Too much information?

IFR 2088 20 June 2015 to 26 June 2015
7 min read

I AM GOING to step on to some very thin ice now. I shall avoid writing anything at all about the outcome of the Greek situation – for all I know, by the time this piece appears on your desk or your screen, the Hellenic Republic will have either blown up or been granted a stay of execution and columnists who write for periodicals, even weeklies, know of the risk of being overtaken by events. It’s not without reason that the late Harold Wilson is remembered for his immortal words “a week is a long time in politics”.

What astonishes me is the way in which the travails of this little country (which, on a good day, generates a paltry 0.39% of global GDP – and it might be less by now) has hijacked the minds of some of the smartest folk on the planet. If Greece is economically irrelevant – which it surely is – then there must be something much bigger afoot that has billions, if not trillions, of dollars of investment capital sitting on the edge of their seats. Could it be, perish the thought, that Greece is more an excuse justifying the thin, volatile markets rather than, as broadly postulated, the cause?

There are, of course, a string of issues affecting markets and their behaviour and Greece is without a shadow of a doubt one of them. But I am prepared to suggest that there is something significantly more fundamental that has led to this collective state of clinical depression.

WHEN I ENTERED this industry – some wags would feel tempted to suggest that it must have been around the time of the introduction of the horseless carriage and the electrification of Long Island – there was still room for some fairly basic, gut-feeling, investment strategy. Do the fundamentals, buy what you like, leave what you don’t and stand by your performance at the end of the year. Some years would be better, some worse, but investment managers were able to do what they thought to be right, even if it occasionally proved to be wrong. The indices were guidelines of overall market performance, not infallible gods at whose temple investment managers and their clients alike had to humbly worship.

We would track the big economic data – quarterly GDP, monthly inflation, industrial production, housing starts and labour statistics and, above all, weekly monetary aggregates. Meeting by meeting, the monetary authorities would adjust central bank rates. Between January 1960 and December 1969, there were only three – yes, three – occasions on which the FOMC did not change the target rate for Fed Funds.

The way we manage money and treat markets now is way beyond the reasonable and rational

BUT THE WAY we manage money and treat markets now is way beyond the reasonable and rational. There is, I fear, simply too much information. How do you work in a world where every decision is hampered by such a deluge? Actually, let me revise that – there is not too much information. There are too many data but not enough information.

Instant trading, live pricing, daily mark-to-market (and in some cases real-time mark-to-market) make decision-taking virtually impossible. The master of investment used to be the one who could think ahead of the pack. Let us not forget that the most famous and also richest of all investors, Warren Buffett, is the one who doesn’t give a fig for any of the fashionable metrics and who looks at daily mark-to-market as something akin to teenage acne. Knowing where every price is every minute of the day might make us feel powerful and important but in fact it also seems to have blocked many cerebral ganglia.
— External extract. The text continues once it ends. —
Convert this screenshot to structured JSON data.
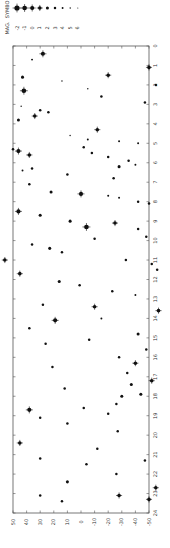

Our entire industry is patently burdened not by the desire to get things right but by a pathological fear of getting them wrong. If something doesn’t go according to plan, there is nowhere to hide. In such a world, the best thing to do is not to take a decision at all and in modern investment parlance taking no decision is called being index neutral.

THUS, I ASK myself whether the problems that markets are currently experiencing across many asset classes in terms of both direction and volumes are not due to our not knowing enough to make an informed decision but because we know too much and that by the time we have sifted our way through the piles of data that hit us day in, day out, and by the time we have come up with something approaching a view and an opinion, we have found new data that conflict with what we have just applied? Microscopes aren’t much use when looking into the distance.

Hence the often posed question: “After Greece, then what?” Are we to expect to find a clearer picture? Are we then all going to go away with a bounce in our step, buy the living daylights of markets for risk assets and live happily ever after? Or do we appreciate that, if, as and when the free money is taken away we don’t have a lot else left? I have read more forecasts that we are irreversibly heading for the asset price crash to end all asset price crashes than there are rats in the sewers of London. Most of them are focused on the late summer of this year – funnily enough, they largely coincide with the expectation that the first move would be the Federal Reserve – but I have my doubts.

Markets are incorrectly priced for a strong global economic rebound followed by sharply rising rates but they do broadly look fair to those who see us all going nowhere in a hurry. Current volatility is possibly more a matter of investors trying to work out whether we’re in for another recession, whether we’re just about to take off or whether it’s “steady as she goes”.

Data support all variations. That, in my opinion, is why everything seems so uncertain. There is not enough room for investors to step back, have a quiet cup of tea and to ruminate. I used to have a client – he’s still a friend but no longer a client – who would take his investment decisions after climbing a mountain, sitting down in a meadow and having a jolly good think. Only there could he avoid the terror of endlessly flashing screens and the deluge of what purport to be economic facts. He has done well, career-wise, and has never “burnt out”.